The hugely profitable Midwest refiner is poised to do well even if Europe tanks, and would make a tasty treat for a value hunter like Warren Buffett, writes MoneyShow.com senior editor Igor Greenwald.

Remember the rally of the second week of August? Me neither—I had to look it up.

The market finally hit some rocks after the rapid waterfall decline that had begun two weeks earlier, bounced once, hit the rocks again, then bounced a second time.

Remember the rally that closed out August? What happened was, stocks held the bottom carved out two weeks earlier, Europe fled on vacation en masse and short-sellers covered ahead of what ultimately proved a humdrum speech by Ben Bernanke at Jackson Hole, the Fed forum where he tipped plans for quantitative easing a year earlier.

Will we remember the rally of the past three days a month from now? Or is this merely another reprieve, after a minor violation of the August lows caught all the shorts leaning the wrong way late Tuesday?

No one knows. What we do know is that all the fundamental causes of the summer bear raid—the European credit crisis, looming US austerity, the rising risks of a Chinese slump—remain unresolved.

But, on the other hand, the market has now been basing for two months, is back into the middle of that trading range and threatening to negate the recent pattern of successively lower recovery highs

Also, stocks are the only asset class earning much of anything at all, though the recent mood and price swings have understandably diminished the allure of those earnings for many.

The market’s also been discounted because the reliability of those earnings is in doubt, as 2012 estimates would tumble fast should a recession come to pass. Bernanke said this week that the recovery is close to faltering, and today’s jobs numbers didn’t quite amount to an all-clear.

Even so, however far the global slowdown proceeds, the US will have some crucial advantages over the European and Asian economies. Unlike Europe, we’re not in an existential crisis in which half the continent is increasingly uncompetitive and the other half has sentenced those losers to a permanent recession.

The US real estate bubble, unlike China’s, has had four years to deflate. China is just starting to deal with the consequences of its own imprudent lending over the last three years.

US companies reliant on relatively stable domestic demand should, in the near term, fare better than the overseas markets, or exporters. There are cheap stocks out there with steady businesses that offer some protection no matter how violently the markets yo-yo.

One I’ve been following closely is Marathon Petroleum (MPC), which as of Thursday’s close was up 10% since I recommended it last week, and 25% from Tuesday’s lows.

It’s certainly difficult to buy after a run like that, and the stock is already coming in a bit. But MPC is also down 26% from the high hit on August 1, and still sells for just four times the current year’s estimated earnings and five times the Street’s projection for 2012. In both cases, the consensus forecast has risen sharply over the last two months.

Marathon is profiting from the glut of lighter crude produced in the US interior, which currently can’t be cheaply transported either to the East or the Gulf coasts. At the same time, the price of the gasoline it sells is pegged off the East Coast’s expensive alternatives, and bolstered by growing Latin American demand for US fuel exports.

Midwest crack spreads, the gross profit margins made from refining crude, soared to records this summer and remain in nosebleed territory. They should ease over the next couple of years if the proposed pipelines for moving crude from the US interior and the Canadian tar sands to the Gulf coast come online.

But Marathon is poised to profit from that development as well, thanks to its recently refurbished big Louisiana refinery, as well as another in Detroit that will be able to process the heavy Canadian crude after costly renovations due to be completed next year.

Credit Suisse forecast this week that even after the lucrative Brent-WTI crude spread normalizes, MPC will be able to deliver a 20% free cash flow yield.

Its capital spending is poised to decline significantly within the next year, leaving more cash to be returned to shareholders above and beyond the current 2.5% dividend yield.

Marathon also owns a valuable network of fuel pipelines crisscrossing the Midwest, as well as the 1,350-outlet chain of Speedway convenience stores and filling stations.

MPC is exactly the sort of underappreciated, richly yielding asset that Warren Buffett ought to be interested in, once he gets done promoting his disappointing investments in US megabanks.

I don’t think a takeover bid is particularly likely so soon after MPC was spun off by Marathon Oil (MRO). But it is a strategic asset with excellent earnings visibility and an embarrassment of cheap nearby crude to refine into the scarcer and much costlier fuels in demand all over the world. This demand should hold up well even as Europe suffers through a recession.

The stock is down 4% in this morning’s market action after its huge rebound this week. I don’t expect this fire sale to last.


- TASK REQUIREMENTS: The printed result should hold only the lines from the opening of the data through the line bearing "Image is 868x490 pixels.", exactly as given and without pictures.

Page and application data records
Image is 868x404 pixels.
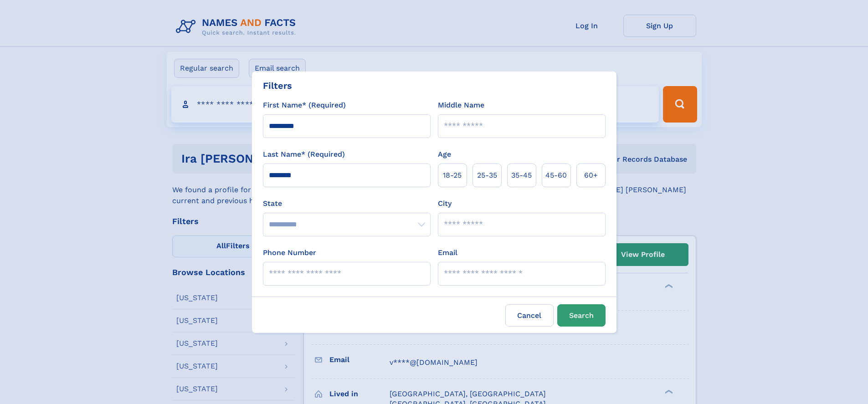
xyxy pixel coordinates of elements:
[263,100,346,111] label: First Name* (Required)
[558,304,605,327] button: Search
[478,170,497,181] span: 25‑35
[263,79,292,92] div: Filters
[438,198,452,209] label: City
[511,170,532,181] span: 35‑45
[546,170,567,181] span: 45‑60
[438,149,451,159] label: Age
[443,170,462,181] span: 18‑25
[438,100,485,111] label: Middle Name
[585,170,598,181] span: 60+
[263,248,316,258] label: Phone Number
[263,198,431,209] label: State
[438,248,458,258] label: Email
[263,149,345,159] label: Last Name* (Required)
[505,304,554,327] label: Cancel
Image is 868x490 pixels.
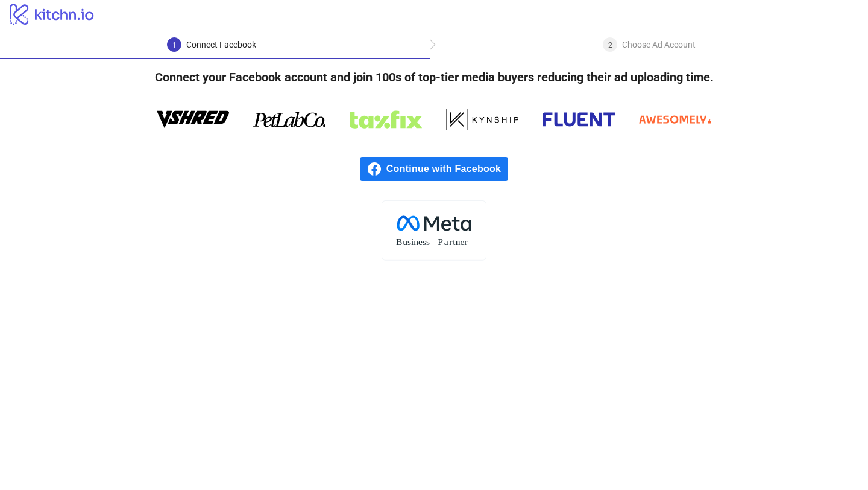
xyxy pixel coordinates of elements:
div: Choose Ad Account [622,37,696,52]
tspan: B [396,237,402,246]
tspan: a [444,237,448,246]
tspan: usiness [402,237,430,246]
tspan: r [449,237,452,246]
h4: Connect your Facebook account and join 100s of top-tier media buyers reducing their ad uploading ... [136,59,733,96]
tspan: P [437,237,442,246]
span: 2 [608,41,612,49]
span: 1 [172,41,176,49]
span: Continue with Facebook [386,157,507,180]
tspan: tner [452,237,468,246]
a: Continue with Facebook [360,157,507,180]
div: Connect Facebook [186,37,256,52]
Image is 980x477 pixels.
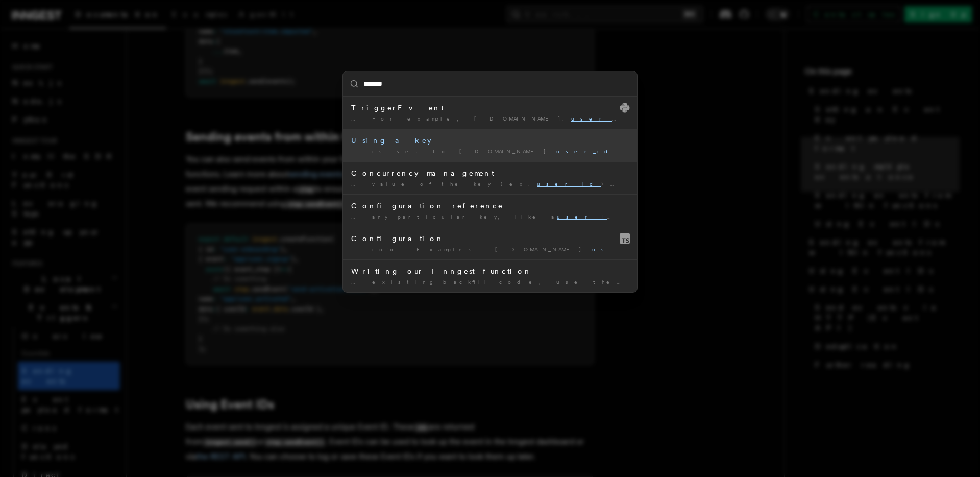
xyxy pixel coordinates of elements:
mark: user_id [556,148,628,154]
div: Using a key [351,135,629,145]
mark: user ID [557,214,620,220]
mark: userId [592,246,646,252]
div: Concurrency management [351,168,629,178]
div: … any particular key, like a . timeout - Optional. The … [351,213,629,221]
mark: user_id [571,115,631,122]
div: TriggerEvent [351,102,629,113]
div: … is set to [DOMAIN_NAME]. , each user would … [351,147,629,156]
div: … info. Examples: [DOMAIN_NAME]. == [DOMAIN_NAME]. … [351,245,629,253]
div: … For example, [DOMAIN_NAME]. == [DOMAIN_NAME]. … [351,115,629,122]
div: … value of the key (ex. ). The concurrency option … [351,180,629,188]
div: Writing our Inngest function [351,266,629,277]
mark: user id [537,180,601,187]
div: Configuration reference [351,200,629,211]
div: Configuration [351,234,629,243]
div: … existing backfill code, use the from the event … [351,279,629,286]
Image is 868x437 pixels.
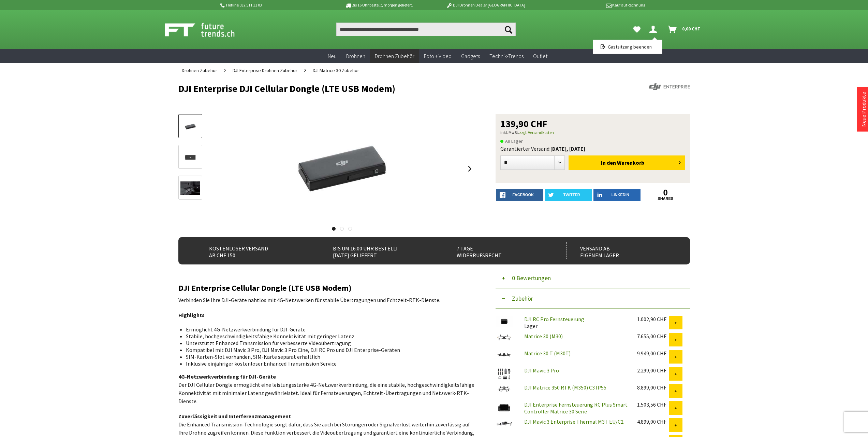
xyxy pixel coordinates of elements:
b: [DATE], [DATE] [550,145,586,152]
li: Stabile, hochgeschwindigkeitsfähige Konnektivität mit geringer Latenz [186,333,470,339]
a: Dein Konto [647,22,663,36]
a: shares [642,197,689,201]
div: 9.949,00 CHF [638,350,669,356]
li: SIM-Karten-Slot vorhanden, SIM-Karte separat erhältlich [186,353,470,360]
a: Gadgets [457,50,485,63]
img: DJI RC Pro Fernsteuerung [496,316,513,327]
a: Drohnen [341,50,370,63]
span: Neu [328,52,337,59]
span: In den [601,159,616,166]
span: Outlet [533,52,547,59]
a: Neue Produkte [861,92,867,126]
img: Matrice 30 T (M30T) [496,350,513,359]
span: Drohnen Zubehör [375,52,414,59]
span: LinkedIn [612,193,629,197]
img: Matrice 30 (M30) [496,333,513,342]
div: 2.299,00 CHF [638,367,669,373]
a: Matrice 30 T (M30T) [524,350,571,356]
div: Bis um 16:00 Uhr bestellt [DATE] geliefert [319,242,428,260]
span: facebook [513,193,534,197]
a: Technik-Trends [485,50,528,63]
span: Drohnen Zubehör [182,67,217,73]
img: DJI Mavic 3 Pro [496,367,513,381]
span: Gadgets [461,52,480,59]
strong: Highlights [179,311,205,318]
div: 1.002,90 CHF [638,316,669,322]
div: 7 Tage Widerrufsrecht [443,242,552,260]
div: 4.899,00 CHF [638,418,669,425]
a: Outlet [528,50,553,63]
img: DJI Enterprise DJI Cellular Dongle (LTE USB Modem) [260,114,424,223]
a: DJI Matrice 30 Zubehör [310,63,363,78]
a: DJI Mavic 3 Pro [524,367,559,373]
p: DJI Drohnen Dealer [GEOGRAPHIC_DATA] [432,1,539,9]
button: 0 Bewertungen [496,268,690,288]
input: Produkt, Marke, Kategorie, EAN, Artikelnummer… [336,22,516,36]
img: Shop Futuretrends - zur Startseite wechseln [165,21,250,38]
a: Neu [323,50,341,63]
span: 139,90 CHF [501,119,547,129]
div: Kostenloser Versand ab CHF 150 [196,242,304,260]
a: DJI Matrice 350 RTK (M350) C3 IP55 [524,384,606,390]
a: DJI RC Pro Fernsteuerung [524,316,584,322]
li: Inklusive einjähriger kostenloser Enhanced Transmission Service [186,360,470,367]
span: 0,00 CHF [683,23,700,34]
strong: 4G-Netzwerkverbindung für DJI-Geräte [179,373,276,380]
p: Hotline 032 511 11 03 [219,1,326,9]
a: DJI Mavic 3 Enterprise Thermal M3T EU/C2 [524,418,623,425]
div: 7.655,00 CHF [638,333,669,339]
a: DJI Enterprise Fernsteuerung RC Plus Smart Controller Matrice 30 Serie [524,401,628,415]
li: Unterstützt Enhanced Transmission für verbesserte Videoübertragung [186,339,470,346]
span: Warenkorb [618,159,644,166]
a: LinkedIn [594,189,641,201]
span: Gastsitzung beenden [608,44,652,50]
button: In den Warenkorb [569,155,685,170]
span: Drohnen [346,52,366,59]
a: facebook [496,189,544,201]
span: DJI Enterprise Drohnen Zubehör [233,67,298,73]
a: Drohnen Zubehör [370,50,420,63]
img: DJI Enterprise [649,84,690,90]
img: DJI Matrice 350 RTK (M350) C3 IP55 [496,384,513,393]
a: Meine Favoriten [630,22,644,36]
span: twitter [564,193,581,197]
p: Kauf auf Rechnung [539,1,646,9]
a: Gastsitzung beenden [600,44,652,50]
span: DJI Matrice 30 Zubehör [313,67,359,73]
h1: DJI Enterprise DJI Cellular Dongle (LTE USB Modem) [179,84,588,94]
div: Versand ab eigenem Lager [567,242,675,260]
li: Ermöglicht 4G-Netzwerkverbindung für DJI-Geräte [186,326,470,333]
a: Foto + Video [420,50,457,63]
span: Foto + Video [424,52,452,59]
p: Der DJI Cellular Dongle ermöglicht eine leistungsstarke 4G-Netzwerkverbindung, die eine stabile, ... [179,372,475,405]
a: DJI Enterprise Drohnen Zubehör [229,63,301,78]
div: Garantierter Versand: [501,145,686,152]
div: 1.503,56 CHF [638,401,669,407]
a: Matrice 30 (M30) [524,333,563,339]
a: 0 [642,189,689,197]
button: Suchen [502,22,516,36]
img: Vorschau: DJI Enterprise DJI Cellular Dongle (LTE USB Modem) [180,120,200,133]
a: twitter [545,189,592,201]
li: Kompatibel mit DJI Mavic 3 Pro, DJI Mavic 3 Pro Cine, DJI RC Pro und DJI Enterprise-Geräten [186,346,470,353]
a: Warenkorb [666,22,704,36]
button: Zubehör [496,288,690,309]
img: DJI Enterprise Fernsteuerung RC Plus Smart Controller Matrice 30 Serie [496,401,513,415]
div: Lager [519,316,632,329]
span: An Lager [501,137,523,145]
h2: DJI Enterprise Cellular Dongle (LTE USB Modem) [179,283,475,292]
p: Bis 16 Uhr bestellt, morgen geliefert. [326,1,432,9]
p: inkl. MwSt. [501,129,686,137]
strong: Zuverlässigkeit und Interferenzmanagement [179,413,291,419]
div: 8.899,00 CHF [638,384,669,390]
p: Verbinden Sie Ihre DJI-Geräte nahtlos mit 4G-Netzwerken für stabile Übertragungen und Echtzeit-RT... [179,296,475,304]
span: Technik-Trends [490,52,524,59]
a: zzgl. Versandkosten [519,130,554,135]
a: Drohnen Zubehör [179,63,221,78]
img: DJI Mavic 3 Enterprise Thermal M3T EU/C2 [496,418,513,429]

- ANSWER FOR THE TASK:
Image is 868x404 pixels.
xyxy pixel coordinates of elements:
[263,100,346,111] label: First Name* (Required)
[558,304,605,327] button: Search
[478,170,497,181] span: 25‑35
[263,79,292,92] div: Filters
[438,198,452,209] label: City
[511,170,532,181] span: 35‑45
[546,170,567,181] span: 45‑60
[438,149,451,159] label: Age
[443,170,462,181] span: 18‑25
[438,100,485,111] label: Middle Name
[585,170,598,181] span: 60+
[263,248,316,258] label: Phone Number
[263,198,431,209] label: State
[438,248,458,258] label: Email
[263,149,345,159] label: Last Name* (Required)
[505,304,554,327] label: Cancel
Image is 868x490 pixels.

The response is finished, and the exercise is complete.